I feel like ACM needs these bursts of intelligent discourse after fussing with me for 2 hours about some linear algebra bullcrap
 
^lol
 
@Danu No, that's not the same :P
 
He needs a break from you!
 
9:27 PM
he got two days :P
 
@Danu That there is showing that the constant vector fields are the ones invariant under translations.
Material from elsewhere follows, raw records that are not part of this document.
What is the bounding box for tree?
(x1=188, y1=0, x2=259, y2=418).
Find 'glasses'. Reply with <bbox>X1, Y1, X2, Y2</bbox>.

We want to show that the integral curves of the constant vector fields are the translations.
 
@ACuriousMind All the words coincide, though :D (just missing "exponential")
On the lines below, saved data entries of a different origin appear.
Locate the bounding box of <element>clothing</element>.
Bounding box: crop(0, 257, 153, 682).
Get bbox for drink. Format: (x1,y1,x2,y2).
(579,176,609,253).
@ACuriousMind Yeah, I know; but it's fairly close to being the inverse problem :P
 
That's correct :P
 
in related news, I helped a grad student polish a tungsten piece for a fusion exeriment
 
@0celo7 BRAVO!
 
9:34 PM
lol
 
@ACuriousMind : Any ideas on how to get Schwinger Dyson without path integrals
 
@Slereah Never seen it without
 
@Danu wow
you really know how to hurt a man ;(
 
Apparently in the original paper he defined $\delta \vert \alpha \rangle = \hat U\vert \alpha \rangle - \vert \alpha \rangle$
In the limit of an infinitesimal unitary transformation
And goes from there
 
@Slereah That's just saying $\delta$ is the generator of $U$, I think.
 
9:36 PM
Yeah
$\delta \vert \alpha \rangle = -i/\hbar \hat{F} \vert \alpha \rangle $
 
@0celo7 a "man" ;)
 
With $\hat F$ some hermitian operator
 
Is CFT supposed to be boring or is it Blumenhagen's book?
 
I suppose that if I pick U to be the time evolution operator, F will be the Hamiltonian
 
How can physics be so tedious nowadays?! Damnit!
 
9:39 PM
@Slereah Looks alright, the generators of the unitary trafos are the anti-Hermitian operators.
 
@Danu stahp
I can't handle the heat
@Danu FWIW I thought that book was p. boring too
did not read all of it ofc
 
@0celo7 index manipulations 4 lyfe
IS THIS ALL THAT'S LEFT?! :P
 
lol
earlier ACM gave me a linear algebra problem
I proceeded to write it in index form
I think he had a stroke
7 hours ago, by ACuriousMind
Geez, you've been tainted by physics :P
in all fairness, the indices did not help
 
My god why did I ever get the idea to solve such a thing
But now I can't stop
it annoys me that those proofs were never used again really
Now I have to read them in terrible typesetting
"We postulate that the change in the transition amplitude under the effect of a variation is given by"
>postulate
Dang it
 
9:59 PM
@ACuriousMind ever heard of this 3-volume book?
It looks amazing---I'd love to read all of them.